● **PROBLEM STATEMENT**
Set down only these lines, exactly: the line containing "This screenshot has width=644, height=290." and all lines through the end of the data below. Omit pictures.
===== TASK MATERIAL
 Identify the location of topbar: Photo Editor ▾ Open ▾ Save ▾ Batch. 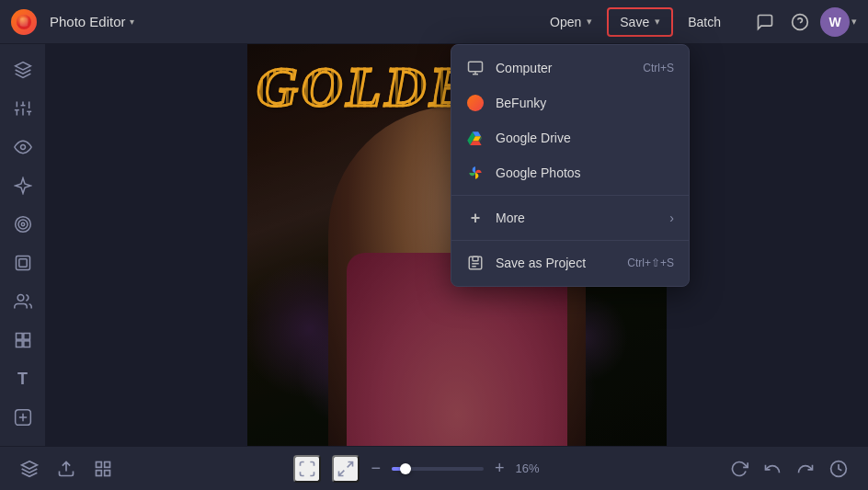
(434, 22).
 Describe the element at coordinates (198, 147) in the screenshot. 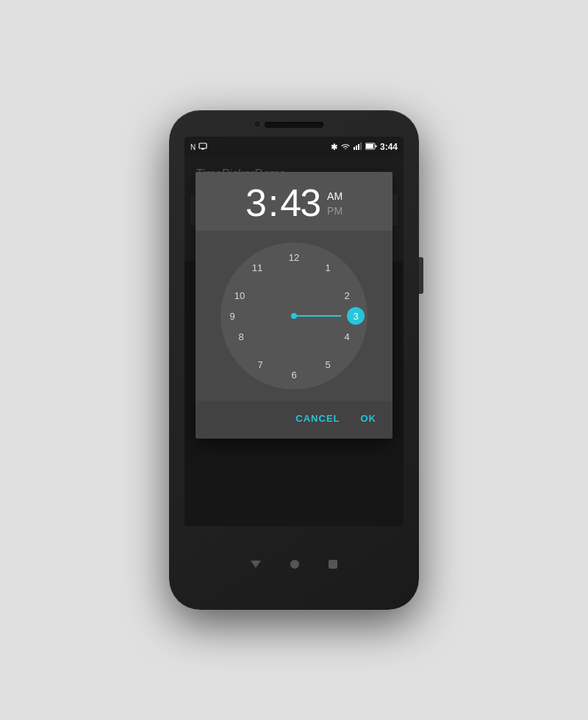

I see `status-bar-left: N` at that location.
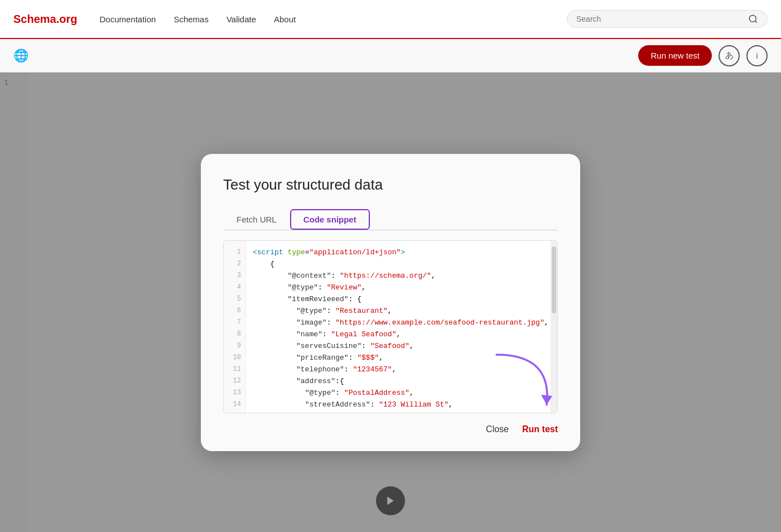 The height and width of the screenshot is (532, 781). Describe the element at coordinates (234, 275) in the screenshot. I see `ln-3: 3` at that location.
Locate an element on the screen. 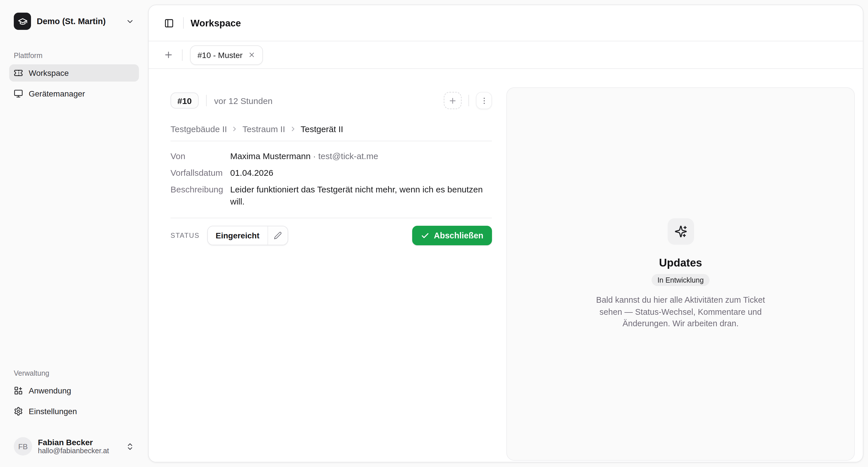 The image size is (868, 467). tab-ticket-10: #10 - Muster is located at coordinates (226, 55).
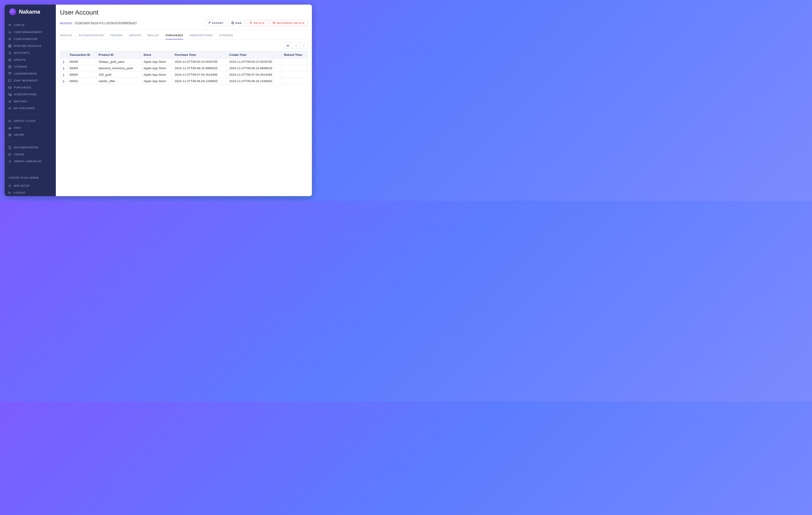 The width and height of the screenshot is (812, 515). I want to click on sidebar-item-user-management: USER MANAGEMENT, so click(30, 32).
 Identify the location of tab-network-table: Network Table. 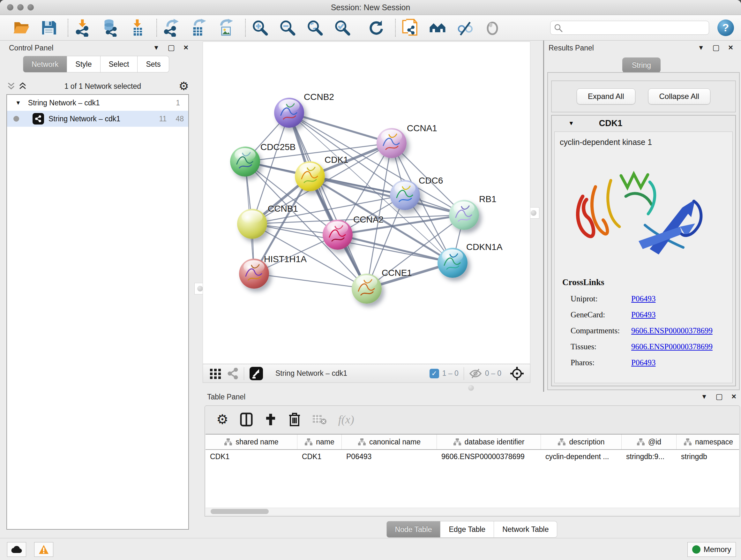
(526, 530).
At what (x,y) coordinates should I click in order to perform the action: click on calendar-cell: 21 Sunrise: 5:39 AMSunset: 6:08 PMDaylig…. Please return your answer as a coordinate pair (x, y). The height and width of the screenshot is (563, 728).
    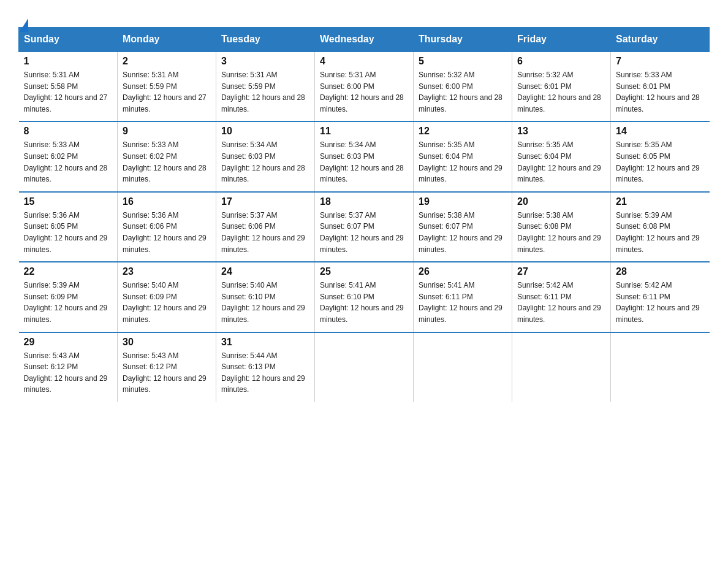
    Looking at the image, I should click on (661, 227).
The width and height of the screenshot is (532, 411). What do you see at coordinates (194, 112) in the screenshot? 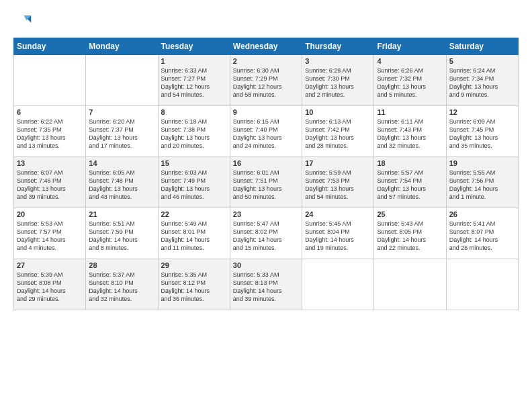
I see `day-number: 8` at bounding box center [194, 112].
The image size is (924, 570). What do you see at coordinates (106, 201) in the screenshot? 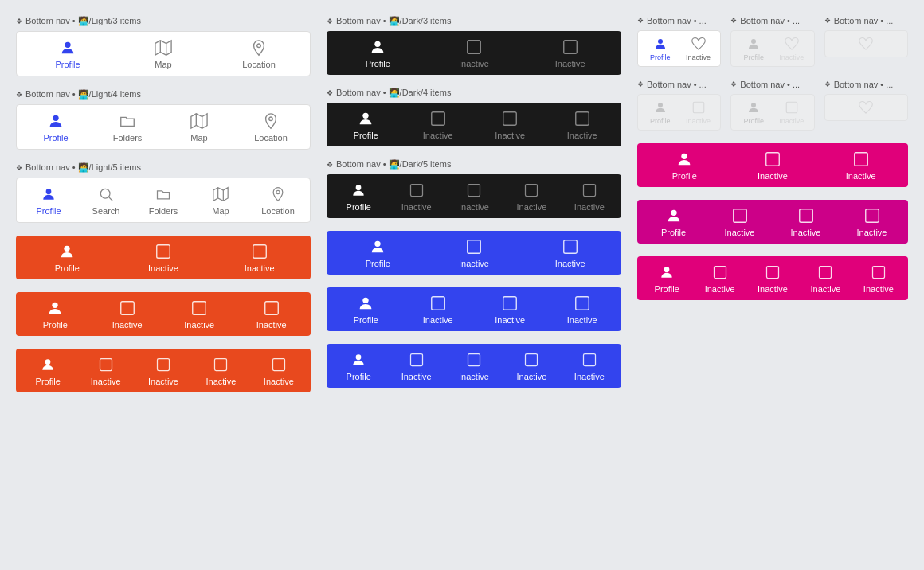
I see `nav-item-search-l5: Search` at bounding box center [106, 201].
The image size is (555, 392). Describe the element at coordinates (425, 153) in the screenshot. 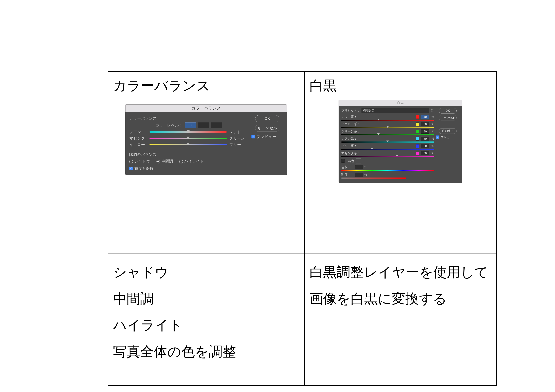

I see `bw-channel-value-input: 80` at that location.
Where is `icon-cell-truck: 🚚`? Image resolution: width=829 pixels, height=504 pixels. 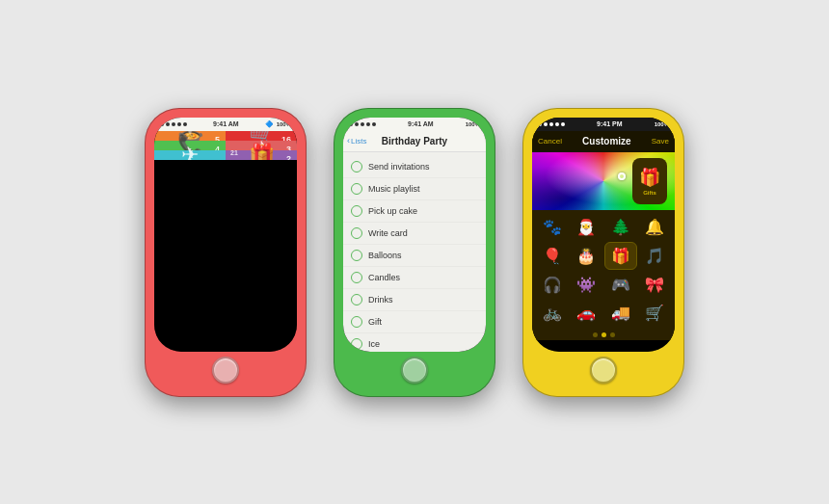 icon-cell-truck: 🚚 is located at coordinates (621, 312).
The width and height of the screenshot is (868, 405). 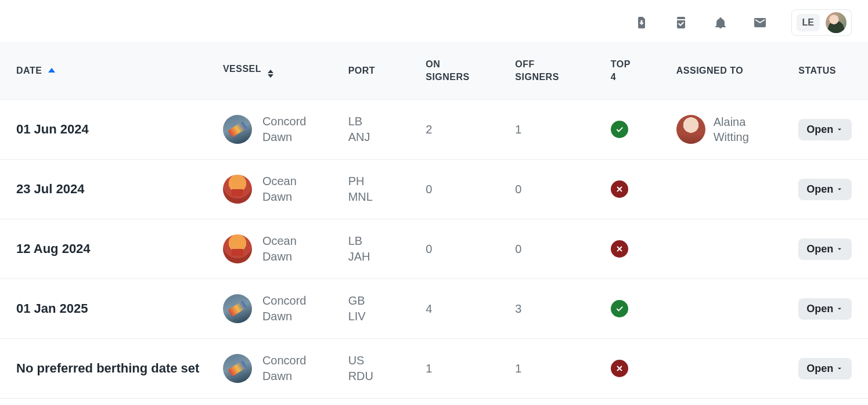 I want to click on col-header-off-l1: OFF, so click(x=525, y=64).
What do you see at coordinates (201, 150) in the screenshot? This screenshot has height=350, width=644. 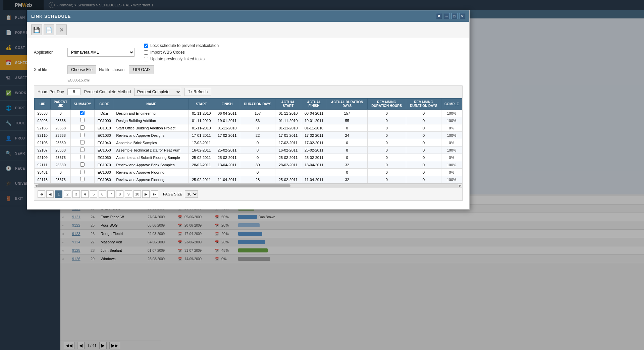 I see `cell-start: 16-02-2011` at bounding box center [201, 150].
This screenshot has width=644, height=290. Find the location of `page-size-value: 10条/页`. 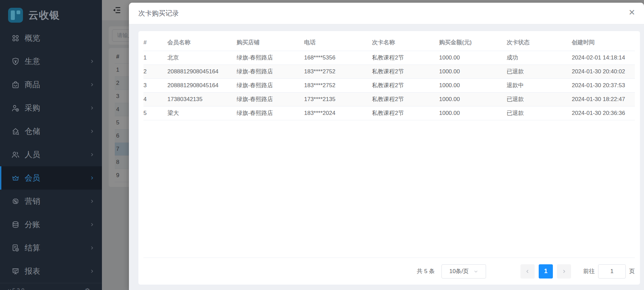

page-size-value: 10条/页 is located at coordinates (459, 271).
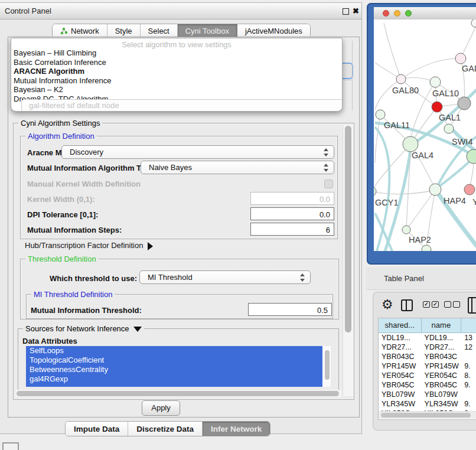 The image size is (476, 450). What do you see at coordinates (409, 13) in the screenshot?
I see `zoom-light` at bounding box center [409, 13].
==========
● **REPLY TO THE TASK**
This screenshot has width=644, height=290. Find the location of `page-size-value: 10条/页`. 

page-size-value: 10条/页 is located at coordinates (459, 271).
 The image size is (476, 450). What do you see at coordinates (409, 13) in the screenshot?
I see `zoom-light` at bounding box center [409, 13].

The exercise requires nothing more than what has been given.